You might begin by exploring questions such as:
- What in my life or work no longer feels aligned, even if it still “works” on the surface?
- What am I currently holding onto that may need to be released?
- Where am I seeking certainty, rather than allowing space for something new to emerge?
- What feels quietly energising or interesting, even if it doesn’t yet make logical sense?
- How would I relate to this moment differently if I didn’t see it as a problem to solve?
For leaders, additional questions might include:
- Where might my organisation or team be outgrowing its current way of operating?
- What assumptions are we carrying forward that may no longer serve us?
- How can I create space - for myself and for others - to explore before defining next steps?
- What would it look like to lead through uncertainty, rather than trying to eliminate it?

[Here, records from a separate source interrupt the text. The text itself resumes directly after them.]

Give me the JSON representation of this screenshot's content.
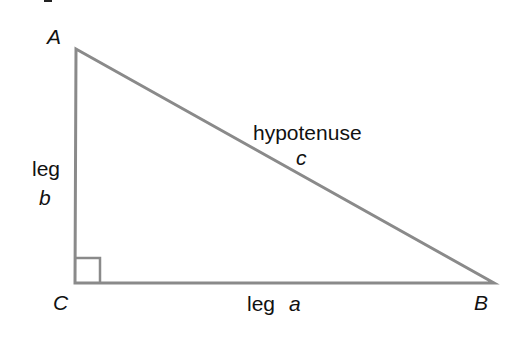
{
  "diagram": {
    "vertices": {
      "A": {
        "label": "A",
        "x": 76,
        "y": 49
      },
      "B": {
        "label": "B",
        "x": 494,
        "y": 283
      },
      "C": {
        "label": "C",
        "x": 75,
        "y": 283
      }
    },
    "sides": {
      "hypotenuse": {
        "name": "hypotenuse",
        "symbol": "c"
      },
      "leg_a": {
        "name": "leg",
        "symbol": "a"
      },
      "leg_b": {
        "name": "leg",
        "symbol": "b"
      }
    },
    "right_angle_at": "C",
    "colors": {
      "line": "#8a8a8a",
      "text": "#111111",
      "background": "#ffffff"
    }
  }
}
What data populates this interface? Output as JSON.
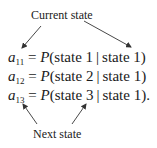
{
  "labels": {
    "top": "Current state",
    "bottom": "Next state"
  },
  "equations": [
    {
      "var": "a",
      "sub": "11",
      "eq": "=",
      "func": "P",
      "open": "(",
      "arg1": "state 1",
      "bar": "|",
      "arg2": "state 1",
      "close": ")"
    },
    {
      "var": "a",
      "sub": "12",
      "eq": "=",
      "func": "P",
      "open": "(",
      "arg1": "state 2",
      "bar": "|",
      "arg2": "state 1",
      "close": ")"
    },
    {
      "var": "a",
      "sub": "13",
      "eq": "=",
      "func": "P",
      "open": "(",
      "arg1": "state 3",
      "bar": "|",
      "arg2": "state 1",
      "close": ")."
    }
  ],
  "colors": {
    "text": "#1a1a1a",
    "arrow": "#333333",
    "background": "#ffffff"
  }
}
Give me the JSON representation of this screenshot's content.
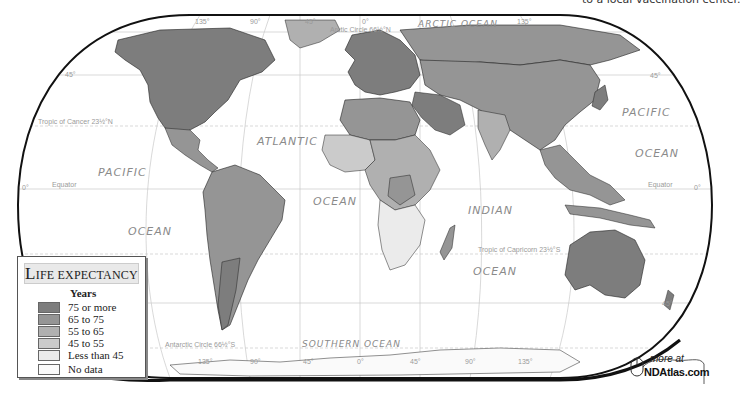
{
  "header": {
    "caption_fragment": "to a local vaccination center."
  },
  "map": {
    "title": "Life Expectancy",
    "oceans": {
      "arctic": "ARCTIC OCEAN",
      "pacific_left_1": "PACIFIC",
      "pacific_left_2": "OCEAN",
      "atlantic_1": "ATLANTIC",
      "atlantic_2": "OCEAN",
      "indian_1": "INDIAN",
      "indian_2": "OCEAN",
      "pacific_right_1": "PACIFIC",
      "pacific_right_2": "OCEAN",
      "southern": "SOUTHERN",
      "southern_2": "OCEAN"
    },
    "grid_labels": {
      "arctic_circle": "Arctic Circle 66½°N",
      "antarctic_circle": "Antarctic Circle 66½°S",
      "tropic_cancer": "Tropic of Cancer 23½°N",
      "tropic_capricorn": "Tropic of Capricorn 23½°S",
      "equator_left": "Equator",
      "equator_right": "Equator",
      "lat_45n_left": "45°",
      "lat_45n_right": "45°",
      "lat_45s_right": "45°",
      "lat_0_left": "0°",
      "lat_0_right": "0°",
      "lon_135w_top": "135°",
      "lon_90w_top": "90°",
      "lon_45w_top": "45°",
      "lon_0_top": "0°",
      "lon_135e_top": "135°",
      "lon_135w_bottom": "135°",
      "lon_90w_bottom": "90°",
      "lon_45w_bottom": "45°",
      "lon_0_bottom": "0°",
      "lon_45e_bottom": "45°",
      "lon_90e_bottom": "90°",
      "lon_135e_bottom": "135°"
    },
    "colors": {
      "75_plus": "#7d7d7d",
      "65_75": "#959595",
      "55_65": "#b0b0b0",
      "45_55": "#cbcbcb",
      "lt_45": "#ebebeb",
      "no_data": "#fafafa",
      "ocean": "#ffffff",
      "border": "#222222"
    }
  },
  "legend": {
    "title_first": "L",
    "title_rest": "IFE EXPECTANCY",
    "units": "Years",
    "items": [
      {
        "label": "75 or more",
        "color": "#7d7d7d"
      },
      {
        "label": "65 to 75",
        "color": "#959595"
      },
      {
        "label": "55 to 65",
        "color": "#b0b0b0"
      },
      {
        "label": "45 to 55",
        "color": "#cbcbcb"
      },
      {
        "label": "Less than 45",
        "color": "#ebebeb"
      },
      {
        "label": "No data",
        "color": "#fafafa"
      }
    ]
  },
  "badge": {
    "more_at": "more at",
    "site": "NDAtlas.com",
    "icon": "mouse-icon"
  }
}
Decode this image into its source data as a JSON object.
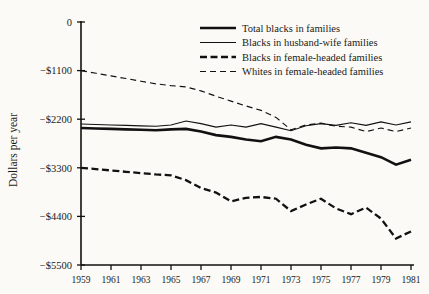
{
  "chart_data": {
    "type": "line",
    "title": "",
    "xlabel": "",
    "ylabel": "Dollars per year",
    "xlim": [
      1959,
      1981
    ],
    "ylim": [
      -5500,
      0
    ],
    "grid": false,
    "legend_position": "top-right",
    "x": [
      1959,
      1960,
      1961,
      1962,
      1963,
      1964,
      1965,
      1966,
      1967,
      1968,
      1969,
      1970,
      1971,
      1972,
      1973,
      1974,
      1975,
      1976,
      1977,
      1978,
      1979,
      1980,
      1981
    ],
    "yticks": [
      0,
      -1100,
      -2200,
      -3300,
      -4400,
      -5500
    ],
    "ytick_labels": [
      "0",
      "−$1100",
      "−$2200",
      "−$3300",
      "−$4400",
      "−$5500"
    ],
    "xticks": [
      1959,
      1961,
      1963,
      1965,
      1967,
      1969,
      1971,
      1973,
      1975,
      1977,
      1979,
      1981
    ],
    "xtick_labels": [
      "1959",
      "1961",
      "1963",
      "1965",
      "1967",
      "1969",
      "1971",
      "1973",
      "1975",
      "1977",
      "1979",
      "1981"
    ],
    "series": [
      {
        "name": "Total blacks in families",
        "style": "thick-solid",
        "stroke_width": 2.6,
        "dash": "",
        "values": [
          -2400,
          -2410,
          -2420,
          -2430,
          -2440,
          -2450,
          -2430,
          -2420,
          -2480,
          -2560,
          -2600,
          -2660,
          -2700,
          -2600,
          -2660,
          -2780,
          -2860,
          -2840,
          -2860,
          -2960,
          -3060,
          -3230,
          -3120
        ]
      },
      {
        "name": "Blacks in husband-wife families",
        "style": "thin-solid",
        "stroke_width": 1.1,
        "dash": "",
        "values": [
          -2310,
          -2320,
          -2330,
          -2340,
          -2350,
          -2360,
          -2330,
          -2240,
          -2300,
          -2380,
          -2330,
          -2380,
          -2300,
          -2380,
          -2460,
          -2350,
          -2300,
          -2340,
          -2280,
          -2340,
          -2260,
          -2330,
          -2260
        ]
      },
      {
        "name": "Blacks in female-headed families",
        "style": "thick-dashed",
        "stroke_width": 2.3,
        "dash": "7,3.5",
        "values": [
          -3300,
          -3330,
          -3360,
          -3390,
          -3420,
          -3450,
          -3470,
          -3580,
          -3760,
          -3860,
          -4060,
          -3980,
          -3960,
          -4000,
          -4280,
          -4130,
          -4000,
          -4220,
          -4350,
          -4200,
          -4450,
          -4900,
          -4740
        ]
      },
      {
        "name": "Whites in female-headed families",
        "style": "thin-dashed",
        "stroke_width": 1.15,
        "dash": "6,4",
        "values": [
          -1100,
          -1160,
          -1220,
          -1280,
          -1340,
          -1400,
          -1440,
          -1470,
          -1560,
          -1680,
          -1790,
          -1900,
          -2000,
          -2160,
          -2440,
          -2330,
          -2290,
          -2360,
          -2380,
          -2480,
          -2400,
          -2480,
          -2400
        ]
      }
    ]
  },
  "legend": {
    "items": [
      {
        "label": "Total blacks in families"
      },
      {
        "label": "Blacks in husband-wife families"
      },
      {
        "label": "Blacks in female-headed families"
      },
      {
        "label": "Whites in female-headed families"
      }
    ]
  }
}
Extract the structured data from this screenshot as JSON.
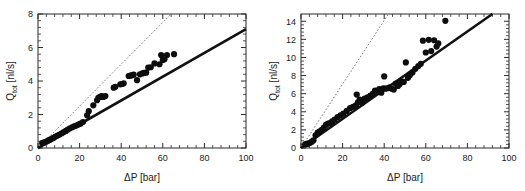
{
  "figure": {
    "background_color": "#ffffff",
    "panel_count": 2
  },
  "chart_data": [
    {
      "type": "scatter",
      "panel": "left",
      "title": "",
      "xlabel": "ΔP [bar]",
      "ylabel": "Q_tot [nl/s]",
      "ylabel_display": "Q",
      "ylabel_subscript": "tot",
      "ylabel_units": " [nl/s]",
      "xlim": [
        0,
        100
      ],
      "ylim": [
        0,
        8
      ],
      "xticks": [
        0,
        20,
        40,
        60,
        80,
        100
      ],
      "yticks": [
        0,
        2,
        4,
        6,
        8
      ],
      "xtick_labels": [
        "0",
        "20",
        "40",
        "60",
        "80",
        "100"
      ],
      "ytick_labels": [
        "0",
        "2",
        "4",
        "6",
        "8"
      ],
      "x_minor_per_interval": 4,
      "y_minor_per_interval": 4,
      "grid": false,
      "legend": false,
      "marker_style": "filled-circle",
      "marker_color": "#0d0d0d",
      "marker_radius": 3.1,
      "series": [
        {
          "name": "measured flow rate",
          "x": [
            2.0,
            2.6,
            3.4,
            4.2,
            5.0,
            5.8,
            6.6,
            7.4,
            8.4,
            9.4,
            10.4,
            11.4,
            12.4,
            13.4,
            14.4,
            15.4,
            16.4,
            17.4,
            18.4,
            19.4,
            20.4,
            21.6,
            23.6,
            24.4,
            26.6,
            28.4,
            29.0,
            29.8,
            30.6,
            31.4,
            32.4,
            36.4,
            37.2,
            39.6,
            40.4,
            41.2,
            43.6,
            44.4,
            45.2,
            46.0,
            47.6,
            49.0,
            50.2,
            51.0,
            52.0,
            53.0,
            54.2,
            56.0,
            58.4,
            59.2,
            60.0,
            60.8,
            62.0,
            65.4
          ],
          "y": [
            0.3,
            0.32,
            0.35,
            0.4,
            0.45,
            0.5,
            0.55,
            0.6,
            0.68,
            0.74,
            0.8,
            0.88,
            0.95,
            1.02,
            1.1,
            1.18,
            1.24,
            1.3,
            1.34,
            1.4,
            1.45,
            1.55,
            1.95,
            2.2,
            2.55,
            2.85,
            3.0,
            3.05,
            3.1,
            3.05,
            3.1,
            3.6,
            3.65,
            3.8,
            3.82,
            3.86,
            4.3,
            4.32,
            4.35,
            4.38,
            4.05,
            4.4,
            4.45,
            4.48,
            4.5,
            4.8,
            4.82,
            5.05,
            5.0,
            5.55,
            5.25,
            5.3,
            5.55,
            5.6
          ]
        }
      ],
      "lines": [
        {
          "name": "model-fit",
          "style": "solid",
          "color": "#111111",
          "width": 2.6,
          "x": [
            0,
            100
          ],
          "y": [
            0.0,
            7.1
          ],
          "slope": 0.071,
          "intercept": 0.0
        },
        {
          "name": "ideal-reference",
          "style": "dotted",
          "color": "#7a7a7a",
          "width": 1.0,
          "x": [
            0,
            64
          ],
          "y": [
            0.0,
            8.0
          ],
          "slope": 0.125,
          "intercept": 0.0
        }
      ]
    },
    {
      "type": "scatter",
      "panel": "right",
      "title": "",
      "xlabel": "ΔP [bar]",
      "ylabel": "Q_tot [nl/s]",
      "ylabel_display": "Q",
      "ylabel_subscript": "tot",
      "ylabel_units": " [nl/s]",
      "xlim": [
        0,
        100
      ],
      "ylim": [
        0,
        14.8
      ],
      "xticks": [
        0,
        20,
        40,
        60,
        80,
        100
      ],
      "yticks": [
        0,
        2,
        4,
        6,
        8,
        10,
        12,
        14
      ],
      "xtick_labels": [
        "0",
        "20",
        "40",
        "60",
        "80",
        "100"
      ],
      "ytick_labels": [
        "0",
        "2",
        "4",
        "6",
        "8",
        "10",
        "12",
        "14"
      ],
      "x_minor_per_interval": 4,
      "y_minor_per_interval": 4,
      "grid": false,
      "legend": false,
      "marker_style": "filled-circle",
      "marker_color": "#0d0d0d",
      "marker_radius": 3.1,
      "series": [
        {
          "name": "measured flow rate",
          "x": [
            2.0,
            2.8,
            3.6,
            4.4,
            5.2,
            6.0,
            7.0,
            8.0,
            9.0,
            10.0,
            11.0,
            12.0,
            13.0,
            14.0,
            15.0,
            16.2,
            17.6,
            19.0,
            20.4,
            22.0,
            23.6,
            25.0,
            26.4,
            26.8,
            27.4,
            28.2,
            29.4,
            30.6,
            32.0,
            33.4,
            34.6,
            35.6,
            36.6,
            37.6,
            38.6,
            39.6,
            40.0,
            40.6,
            41.6,
            42.6,
            43.6,
            44.6,
            45.6,
            46.6,
            47.4,
            48.4,
            49.4,
            50.4,
            51.4,
            52.4,
            53.6,
            55.0,
            56.4,
            57.6,
            58.6,
            60.0,
            61.4,
            62.6,
            64.0,
            65.2,
            66.0,
            69.4
          ],
          "y": [
            0.4,
            0.45,
            0.5,
            0.58,
            0.7,
            0.85,
            1.4,
            1.7,
            1.85,
            2.0,
            2.25,
            2.55,
            2.7,
            2.75,
            2.95,
            3.15,
            3.4,
            3.6,
            3.8,
            4.1,
            4.4,
            4.55,
            4.7,
            5.9,
            5.05,
            5.35,
            5.0,
            5.45,
            5.6,
            5.8,
            6.0,
            6.35,
            6.25,
            6.5,
            6.1,
            6.6,
            7.9,
            6.55,
            6.6,
            6.7,
            6.55,
            6.45,
            7.1,
            6.85,
            7.05,
            7.35,
            7.3,
            9.45,
            7.75,
            8.05,
            8.35,
            8.75,
            9.05,
            9.3,
            11.85,
            10.55,
            11.95,
            10.7,
            11.9,
            11.2,
            11.55,
            14.05
          ]
        }
      ],
      "lines": [
        {
          "name": "model-fit",
          "style": "solid",
          "color": "#111111",
          "width": 2.6,
          "x": [
            0,
            92
          ],
          "y": [
            0.0,
            14.8
          ],
          "slope": 0.1609,
          "intercept": 0.0
        },
        {
          "name": "ideal-reference",
          "style": "dotted",
          "color": "#7a7a7a",
          "width": 1.0,
          "x": [
            0,
            42
          ],
          "y": [
            0.0,
            14.8
          ],
          "slope": 0.3524,
          "intercept": 0.0
        }
      ]
    }
  ]
}
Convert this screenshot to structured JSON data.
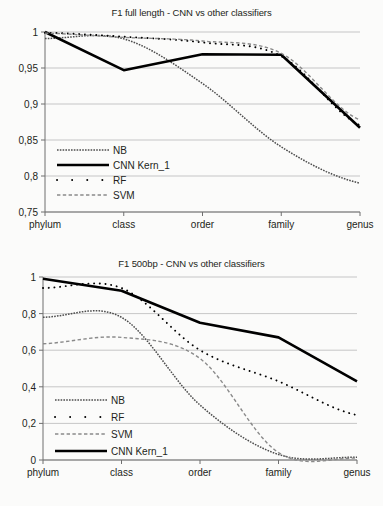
{
  "page": {
    "background": "#fbfbfa",
    "ink": "#231f20",
    "grid_color": "#b9b9b9"
  },
  "charts": [
    {
      "id": "f1-full-length",
      "title": "F1 full length - CNN vs other classifiers",
      "type": "line",
      "xlabel": "",
      "ylabel": "",
      "categories": [
        "phylum",
        "class",
        "order",
        "family",
        "genus"
      ],
      "yticks": [
        "1",
        "0,95",
        "0,9",
        "0,85",
        "0,8",
        "0,75"
      ],
      "ytick_values": [
        1,
        0.95,
        0.9,
        0.85,
        0.8,
        0.75
      ],
      "ylim": [
        0.75,
        1.0
      ],
      "grid": "horizontal",
      "legend_position": "lower-left-inside",
      "legend": [
        {
          "label": "NB",
          "style": "fine-dotted",
          "color": "#4d4d4d"
        },
        {
          "label": "CNN Kern_1",
          "style": "thick-solid",
          "color": "#000000"
        },
        {
          "label": "RF",
          "style": "sparse-dots",
          "color": "#000000"
        },
        {
          "label": "SVM",
          "style": "dashed",
          "color": "#8a8a8a"
        }
      ],
      "series": [
        {
          "name": "NB",
          "style": "fine-dotted",
          "color": "#4d4d4d",
          "values": [
            0.991,
            0.9905,
            0.9285,
            0.8405,
            0.79
          ]
        },
        {
          "name": "CNN Kern_1",
          "style": "thick-solid",
          "color": "#000000",
          "values": [
            1.0,
            0.947,
            0.969,
            0.9685,
            0.867
          ]
        },
        {
          "name": "RF",
          "style": "sparse-dots",
          "color": "#000000",
          "values": [
            0.999,
            0.9935,
            0.9855,
            0.9665,
            0.8705
          ]
        },
        {
          "name": "SVM",
          "style": "dashed",
          "color": "#8a8a8a",
          "values": [
            0.9985,
            0.9925,
            0.9875,
            0.9705,
            0.8775
          ]
        }
      ]
    },
    {
      "id": "f1-500bp",
      "title": "F1 500bp - CNN vs other classifiers",
      "type": "line",
      "xlabel": "",
      "ylabel": "",
      "categories": [
        "phylum",
        "class",
        "order",
        "family",
        "genus"
      ],
      "yticks": [
        "1",
        "0,8",
        "0,6",
        "0,4",
        "0,2",
        "0"
      ],
      "ytick_values": [
        1,
        0.8,
        0.6,
        0.4,
        0.2,
        0
      ],
      "ylim": [
        0,
        1.0
      ],
      "grid": "horizontal",
      "legend_position": "lower-left-inside",
      "legend": [
        {
          "label": "NB",
          "style": "fine-dotted",
          "color": "#4d4d4d"
        },
        {
          "label": "RF",
          "style": "sparse-dots",
          "color": "#000000"
        },
        {
          "label": "SVM",
          "style": "dashed",
          "color": "#8a8a8a"
        },
        {
          "label": "CNN Kern_1",
          "style": "thick-solid",
          "color": "#000000"
        }
      ],
      "series": [
        {
          "name": "NB",
          "style": "fine-dotted",
          "color": "#4d4d4d",
          "values": [
            0.78,
            0.78,
            0.3,
            0.03,
            0.015
          ]
        },
        {
          "name": "RF",
          "style": "sparse-dots",
          "color": "#000000",
          "values": [
            0.94,
            0.94,
            0.6,
            0.43,
            0.245
          ]
        },
        {
          "name": "SVM",
          "style": "dashed",
          "color": "#8a8a8a",
          "values": [
            0.635,
            0.67,
            0.555,
            0.04,
            0.01
          ]
        },
        {
          "name": "CNN Kern_1",
          "style": "thick-solid",
          "color": "#000000",
          "values": [
            0.99,
            0.925,
            0.75,
            0.67,
            0.43
          ]
        }
      ]
    }
  ]
}
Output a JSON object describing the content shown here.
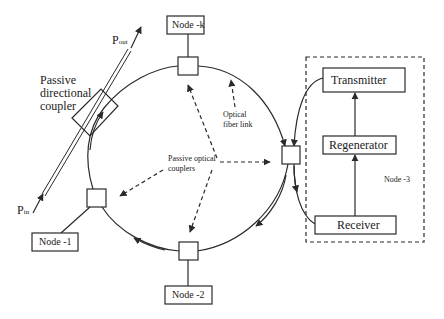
{
  "diagram": {
    "type": "optical ring network",
    "nodes": [
      {
        "id": "node-k",
        "label": "Node -k"
      },
      {
        "id": "node-1",
        "label": "Node -1"
      },
      {
        "id": "node-2",
        "label": "Node -2"
      },
      {
        "id": "node-3",
        "label": "Node -3"
      }
    ],
    "node3_blocks": {
      "transmitter": "Transmitter",
      "regenerator": "Regenerator",
      "receiver": "Receiver"
    },
    "labels": {
      "p_out_main": "P",
      "p_out_sub": "out",
      "p_in_main": "P",
      "p_in_sub": "in",
      "directional_coupler_line1": "Passive",
      "directional_coupler_line2": "directional",
      "directional_coupler_line3": "coupler",
      "optical_fiber_line1": "Optical",
      "optical_fiber_line2": "fiber link",
      "passive_couplers_line1": "Passive optical",
      "passive_couplers_line2": "couplers"
    },
    "colors": {
      "stroke": "#2a2a2a",
      "background": "#ffffff"
    }
  }
}
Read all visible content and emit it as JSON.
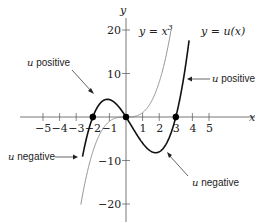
{
  "chart_data": {
    "type": "line",
    "title": "",
    "xlabel": "x",
    "ylabel": "y",
    "xlim": [
      -5.6,
      5.8
    ],
    "ylim": [
      -22,
      24
    ],
    "x_ticks": [
      -5,
      -4,
      -3,
      -2,
      -1,
      1,
      2,
      3,
      4,
      5
    ],
    "y_ticks": [
      20,
      10,
      -10,
      -20
    ],
    "x_tick_labels": [
      "−5",
      "−4",
      "−3",
      "−2",
      "−1",
      "1",
      "2",
      "3",
      "4",
      "5"
    ],
    "y_tick_labels": [
      "20",
      "10",
      "−10",
      "−20"
    ],
    "grid": false,
    "series": [
      {
        "name": "y = x^3",
        "label": "y = x³",
        "function": "x^3",
        "style": "thin gray",
        "x": [
          -2.8,
          -2,
          -1,
          0,
          1,
          2,
          2.8
        ],
        "values": [
          -21.95,
          -8,
          -1,
          0,
          1,
          8,
          21.95
        ]
      },
      {
        "name": "y = u(x)",
        "label": "y = u(x)",
        "function": "x(x+2)(x-3)",
        "style": "thick black",
        "x": [
          -2.5,
          -2,
          -1,
          0,
          1,
          2,
          3,
          3.5,
          4
        ],
        "values": [
          -6.875,
          0,
          4,
          0,
          -6,
          -8,
          0,
          9.625,
          24
        ]
      }
    ],
    "points": [
      {
        "x": -2,
        "y": 0
      },
      {
        "x": 0,
        "y": 0
      },
      {
        "x": 3,
        "y": 0
      }
    ],
    "annotations": [
      {
        "text": "u positive",
        "points_to": "hump between -2 and 0"
      },
      {
        "text": "u positive",
        "points_to": "curve right of x=3"
      },
      {
        "text": "u negative",
        "points_to": "curve left of x=-2"
      },
      {
        "text": "u negative",
        "points_to": "trough between 0 and 3"
      }
    ]
  },
  "labels": {
    "y_axis": "y",
    "x_axis": "x",
    "curve_cubic": "y = x",
    "curve_cubic_exp": "3",
    "curve_u": "y = u(x)",
    "u_var": "u",
    "positive": " positive",
    "negative": " negative"
  }
}
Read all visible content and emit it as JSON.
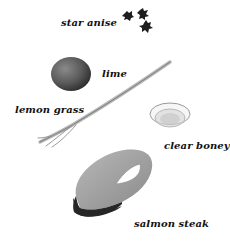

These questions are not designed to produce immediate answers. They are designed to shift perspective. And often, that shift is what allows the next step to become visible.
A Different Relationship with Beginning Again.
If we return to where we started - that quiet moment where something no longer fits - we might begin to see it differently. Not as a disruption to be resolved, but as a signal that something is ready to change. Not as a loss of direction, but as an invitation to reorient. Because every time we begin again, we are not starting from nothing. We are starting from experience, from learning, from everything that has shaped us up to that point.
Starting over, in that sense, is not a reset to zero. It is a continuation - just not in the way we expected.
And perhaps the shift is this: instead of asking how to avoid these moments, or how to move through them as quickly as possible, we begin to ask how to work with them. How to stay open within them. How to recognise that within the uncertainty, there is also potential. Each day, in its own small way, offers that invitation. Not always dramatically. Not always visibly. But consistently. To begin again - not from a place of urgency, but from a place of awareness. And if we can learn to meet those moments with curiosity rather than resistance, we may find that starting over is not something to fear. But something to trust.

Michael Stephens (he/they) is a consultant designing human-centred systems rooted in transformation and long-term growth. He works at the level of culture and relationships, examining how leadership is experienced across identity, wellbeing and performance. As Founder of We Create Space, he partners with global organisations to design leadership ecosystems that strengthen capability, deepen belonging and support sustainable success.